April 14, 1865: The Saddest Day

By Wendy Swanson

Washington, D.C.

Friday, April 14, 2023



Today marks the 158th anniversary of the assassination of Abraham Lincoln, a day that changed our nation.


Harper’s Weekly (April 29, 1865 edition) began its coverage of the Lincoln assassination - in an article entitled “The Murder of the President” – in this way. “The fourteenth of April is a dark day in our country’s calendar.” The article noted that four years earlier “the national flag was for the first time lowered at the bidding of traitors.” Now after four long war-filled years, national tragedy struck, or as described in Harper’s, just when the conflict we call the Civil War was reaching its end:

a conflict in which the nation so far had triumphed that she breathed again in the prospect of coming peace - its chosen leader had been struck down at the foul hand of the cowardly assassin.
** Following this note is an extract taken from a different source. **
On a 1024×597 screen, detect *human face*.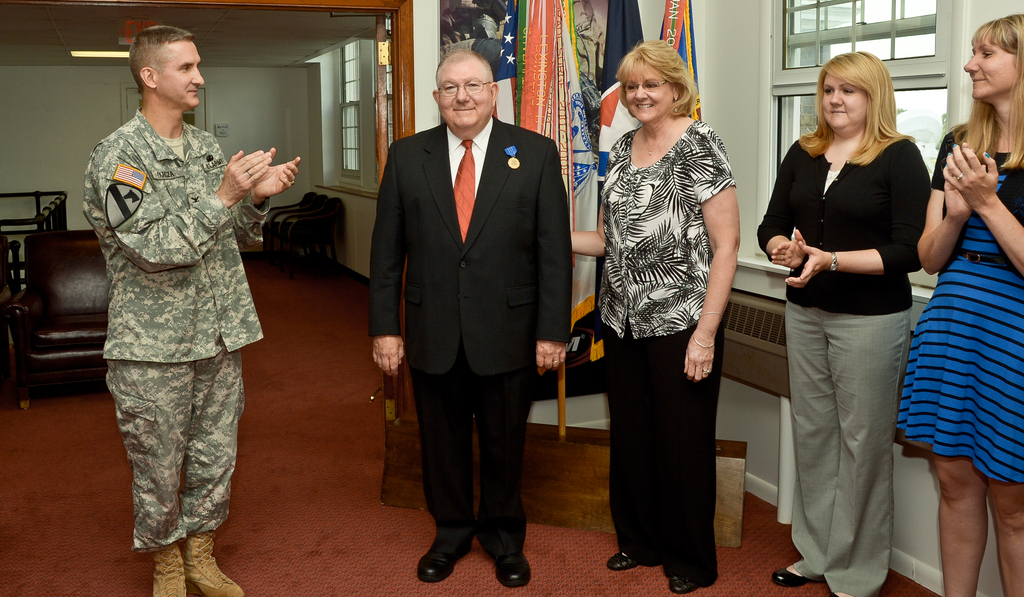
region(623, 66, 669, 123).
Exultation that had known no bounds was exchanged for boundless grief.

As one would expect, the publication’s coverage of the assassination included a tribute to Lincoln. This, in part, observed that:

Greater love hath no man than this, that a man lay down his life for his friends. Abraham Lincoln has done that. He has sealed his service to his country by the last sacrifice, his death is a personal blow to every faithful American household; nor will any life be a more cherished tradition, nor any name be longer and more tenderly beloved by this nation, than those of Abraham Lincoln.

In the 158 years since then, many more words of tribute - volumes, in fact - to Lincoln have been written; many others have been penned to describe the tragic event of that day. What is an appropriate commemoration for a dark day in the nation's history?


On this, the saddest of days on the calendar of the Lincoln story, we can take a moment to remember this leader and reflect on the unfinished task he left for us – and take a step - however, small – to make this country “a more perfect union.” To do so will be an appropriate tribute to Lincoln, one each of us can make.